Frieda Klotz visited the ‘world’s first cyborg fair’ with one question: are cyborgs a real thing, or are these people just kidding themselves?
ichael Bareev-Rudy never expected to have his finger implanted with a magnet. But in November 2015, the 18-year-old decided to embed a 3 mm x 1 mm magnet in his index finger at an event held in Dusseldorf, Germany. A crowd gathered to watch as a man in a smart grey suit and green surgical mask carefully sliced open the sandy-haired 18-year-old’s finger.
“After this he cuts with a scalpel on the side of my finger – yes, he cuts my finger open,” Michael recalled moments later, looking decidedly pale as he smiled nervously before the flashing cameras. After sterilising the table and numbing Michael’s finger with a local anaesthetic, “he uses – I don’t really know how to describe this tool – it was like a pen, sharp on the end with a little spoon on the top. He carved a tunnel through my finger to get the magnet inside and then he tried to put it there.” Because the magnet refused to slip easily into the young man’s finger, they had to try six times before succeeding.
Afterwards Michael’s finger was still numb, meaning that the real pain would come later. A dissolvable string remained inside, which he would need to pull out within ten days. Michael had paid €100 for the magnet and implantation. “What can I say?” he laughed, gazing at his newly transformed digit. “I was sitting there thinking for a moment, ‘Why am I doing this?’ But on the other hand, I thought it’s a great opportunity, and I think it’s kind of cool to modify your own body – and yes, of course it hurts, but this is a small price for what I get.”
Michael, who studies electrotechnics in Cologne, looks like a pretty normal guy, sporting a black T-shirt with a red alien on the front. And that’s the point: once the realm of piercers and body modifiers, tech implantation is fast becoming the territory of software developers, students and web entrepreneurs. Magnets allow users to sense magnetic or electromagnetic fields; RFID (radio-frequency identification) or NFC (near field communication, a related technology) chips, encased in biocompatible glass, can be programmed to communicate with Android phones and other compatible devices, allowing users to unlock their phones, open doors, turn lights on and off or even buy a beer with a literal wave of the hand. The connected devices of the internet of things are a gold mine for experimentation. Analysts predict that there will be 25 billion connected objects by 2020, and this swift rise gives implant technologies a wealth of new applicability and appeal. People with such implants we call cyborgs. And this event in Dusseldorf was dubbed ‘Science + Fiction: The world’s first Cyborg-fair’.
Reference:
- ‘A history of transhumanist thought’ is an overview of humanity’s quest for immortality by Oxford-based philosopher Nick Bostrom. It looks at moral issues, such as eugenics, and interesting offshoots like the cryonics movement.
- ‘A Cyborg Manifesto: Science, technology and socialist-feminism in the late twentieth century’ is a highly theoretical but impressively forward-looking meditation on the role of technology in 20th-century culture and beyond from feminist philosopher Donna Haraway.
- In ‘Cyborg morals, cyborg values, cyborg ethics’, Kevin Warwick discusses his own experiments and ponders directions in which these technologies could lead.
- An on-site interview with Tim Cannon and friends at his basement lab at home in Pittsburgh, which explores the recent history of cyborgism.
- This Motherboard article features Cannon talking about his experience with Circadia 1.0.
- A forum where biohackers and would-be cyborgs meet online.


TO DO: Copy out the records precisely, omitting pictures.

Dataset entries on figures
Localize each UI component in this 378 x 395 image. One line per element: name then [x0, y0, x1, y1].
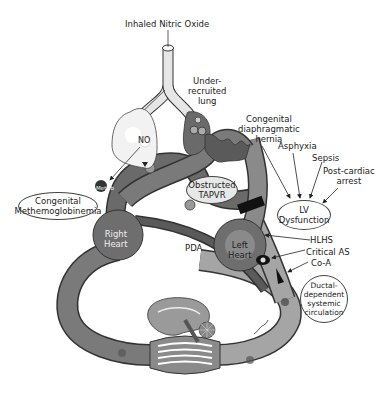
label-no: NO [138, 136, 150, 146]
label-sepsis: Sepsis [312, 153, 339, 163]
label-asphyxia: Asphyxia [278, 141, 317, 151]
label-coa: Co-A [311, 258, 331, 268]
label-methb: MetHb [96, 183, 114, 193]
label-right-heart: Right Heart [104, 229, 128, 249]
label-left-heart: Left Heart [228, 240, 252, 260]
label-cdh: Congenital diaphragmatic hernia [238, 114, 300, 144]
oval-congenital-methemoglobinemia: Congenital Methemoglobinemia [18, 192, 98, 220]
oval-obstructed-tapvr: Obstructed TAPVR [186, 176, 238, 204]
brain-icon [148, 298, 215, 342]
label-critical-as: Critical AS [306, 247, 350, 257]
artist-signature [254, 320, 268, 334]
label-pda: PDA [185, 243, 202, 253]
label-under-recruited-lung: Under- recruited lung [188, 76, 226, 106]
capillary-bed-icon [150, 336, 220, 374]
label-hlhs: HLHS [310, 235, 333, 245]
oval-ductal-dependent: Ductal- dependent systemic circulation [300, 275, 348, 323]
label-post-cardiac-arrest: Post-cardiac arrest [323, 166, 375, 186]
label-inhaled-nitric-oxide: Inhaled Nitric Oxide [125, 19, 209, 29]
oval-lv-dysfunction: LV Dysfunction [277, 200, 331, 230]
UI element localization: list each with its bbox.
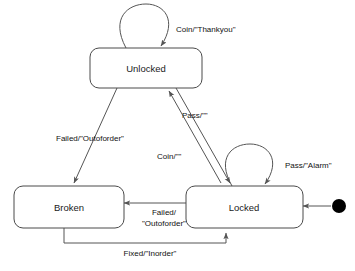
transition-unlocked-self: Coin/"Thankyou" — [120, 4, 236, 48]
transition-unlocked-self-label: Coin/"Thankyou" — [176, 25, 236, 34]
state-machine-diagram: Coin/"Thankyou" Pass/"" Coin/"" Failed/"… — [0, 0, 355, 271]
transition-unlocked-to-broken-label: Failed/"Outoforder" — [56, 134, 124, 143]
initial-state-dot-icon — [332, 199, 346, 213]
state-broken-label: Broken — [54, 202, 84, 213]
transition-unlocked-to-locked: Pass/"" — [176, 88, 230, 183]
transition-locked-self-label: Pass/"Alarm" — [285, 161, 332, 170]
transition-locked-to-unlocked-label: Coin/"" — [157, 152, 182, 161]
transition-locked-self: Pass/"Alarm" — [225, 144, 331, 186]
transition-locked-to-unlocked: Coin/"" — [157, 91, 221, 183]
transition-locked-to-broken-label-line2: "Outoforder" — [142, 219, 186, 228]
transition-broken-to-locked: Fixed/"Inorder" — [64, 228, 226, 258]
transition-unlocked-self-arrow — [120, 4, 169, 48]
transition-unlocked-to-locked-arrow — [176, 88, 230, 183]
transition-locked-self-arrow — [225, 144, 272, 186]
transition-broken-to-locked-label: Fixed/"Inorder" — [124, 249, 177, 258]
diagram-canvas: Coin/"Thankyou" Pass/"" Coin/"" Failed/"… — [0, 0, 355, 271]
transition-locked-to-broken: Failed/ "Outoforder" — [124, 203, 186, 228]
initial-transition — [303, 199, 346, 213]
transition-unlocked-to-locked-label: Pass/"" — [182, 111, 208, 120]
state-locked-label: Locked — [229, 202, 260, 213]
state-unlocked[interactable]: Unlocked — [90, 48, 202, 88]
state-broken[interactable]: Broken — [14, 186, 124, 228]
transition-locked-to-broken-label-line1: Failed/ — [152, 208, 177, 217]
transition-broken-to-locked-arrow — [64, 228, 226, 243]
transition-locked-to-unlocked-arrow — [169, 91, 221, 183]
transition-unlocked-to-broken: Failed/"Outoforder" — [56, 88, 124, 183]
state-locked[interactable]: Locked — [186, 186, 303, 228]
state-unlocked-label: Unlocked — [126, 63, 166, 74]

EXPECTED OUTPUT:
Localize each UI component in this 378 x 395 image. One line per element: name then [x0, y0, x1, y1].
label-no: NO [138, 136, 150, 146]
label-sepsis: Sepsis [312, 153, 339, 163]
label-asphyxia: Asphyxia [278, 141, 317, 151]
label-coa: Co-A [311, 258, 331, 268]
label-methb: MetHb [96, 183, 114, 193]
label-right-heart: Right Heart [104, 229, 128, 249]
label-left-heart: Left Heart [228, 240, 252, 260]
label-cdh: Congenital diaphragmatic hernia [238, 114, 300, 144]
oval-congenital-methemoglobinemia: Congenital Methemoglobinemia [18, 192, 98, 220]
oval-obstructed-tapvr: Obstructed TAPVR [186, 176, 238, 204]
brain-icon [148, 298, 215, 342]
label-critical-as: Critical AS [306, 247, 350, 257]
artist-signature [254, 320, 268, 334]
label-pda: PDA [185, 243, 202, 253]
label-under-recruited-lung: Under- recruited lung [188, 76, 226, 106]
capillary-bed-icon [150, 336, 220, 374]
label-hlhs: HLHS [310, 235, 333, 245]
oval-ductal-dependent: Ductal- dependent systemic circulation [300, 275, 348, 323]
label-post-cardiac-arrest: Post-cardiac arrest [323, 166, 375, 186]
label-inhaled-nitric-oxide: Inhaled Nitric Oxide [125, 19, 209, 29]
oval-lv-dysfunction: LV Dysfunction [277, 200, 331, 230]
UI element localization: list each with its bbox.
transition-unlocked-self: Coin/"Thankyou" — [120, 4, 236, 48]
transition-unlocked-self-label: Coin/"Thankyou" — [176, 25, 236, 34]
state-machine-diagram: Coin/"Thankyou" Pass/"" Coin/"" Failed/"… — [0, 0, 355, 271]
transition-unlocked-to-broken-label: Failed/"Outoforder" — [56, 134, 124, 143]
initial-state-dot-icon — [332, 199, 346, 213]
state-broken-label: Broken — [54, 202, 84, 213]
transition-unlocked-to-locked: Pass/"" — [176, 88, 230, 183]
transition-locked-self-label: Pass/"Alarm" — [285, 161, 332, 170]
transition-locked-to-unlocked-label: Coin/"" — [157, 152, 182, 161]
transition-locked-self: Pass/"Alarm" — [225, 144, 331, 186]
transition-locked-to-unlocked: Coin/"" — [157, 91, 221, 183]
transition-locked-to-broken-label-line2: "Outoforder" — [142, 219, 186, 228]
transition-broken-to-locked: Fixed/"Inorder" — [64, 228, 226, 258]
transition-unlocked-self-arrow — [120, 4, 169, 48]
transition-unlocked-to-locked-arrow — [176, 88, 230, 183]
transition-locked-self-arrow — [225, 144, 272, 186]
transition-broken-to-locked-label: Fixed/"Inorder" — [124, 249, 177, 258]
diagram-canvas: Coin/"Thankyou" Pass/"" Coin/"" Failed/"… — [0, 0, 355, 271]
transition-locked-to-broken: Failed/ "Outoforder" — [124, 203, 186, 228]
initial-transition — [303, 199, 346, 213]
transition-unlocked-to-locked-label: Pass/"" — [182, 111, 208, 120]
state-locked-label: Locked — [229, 202, 260, 213]
state-unlocked[interactable]: Unlocked — [90, 48, 202, 88]
state-broken[interactable]: Broken — [14, 186, 124, 228]
transition-locked-to-broken-label-line1: Failed/ — [152, 208, 177, 217]
transition-broken-to-locked-arrow — [64, 228, 226, 243]
transition-locked-to-unlocked-arrow — [169, 91, 221, 183]
transition-unlocked-to-broken: Failed/"Outoforder" — [56, 88, 124, 183]
state-locked[interactable]: Locked — [186, 186, 303, 228]
state-unlocked-label: Unlocked — [126, 63, 166, 74]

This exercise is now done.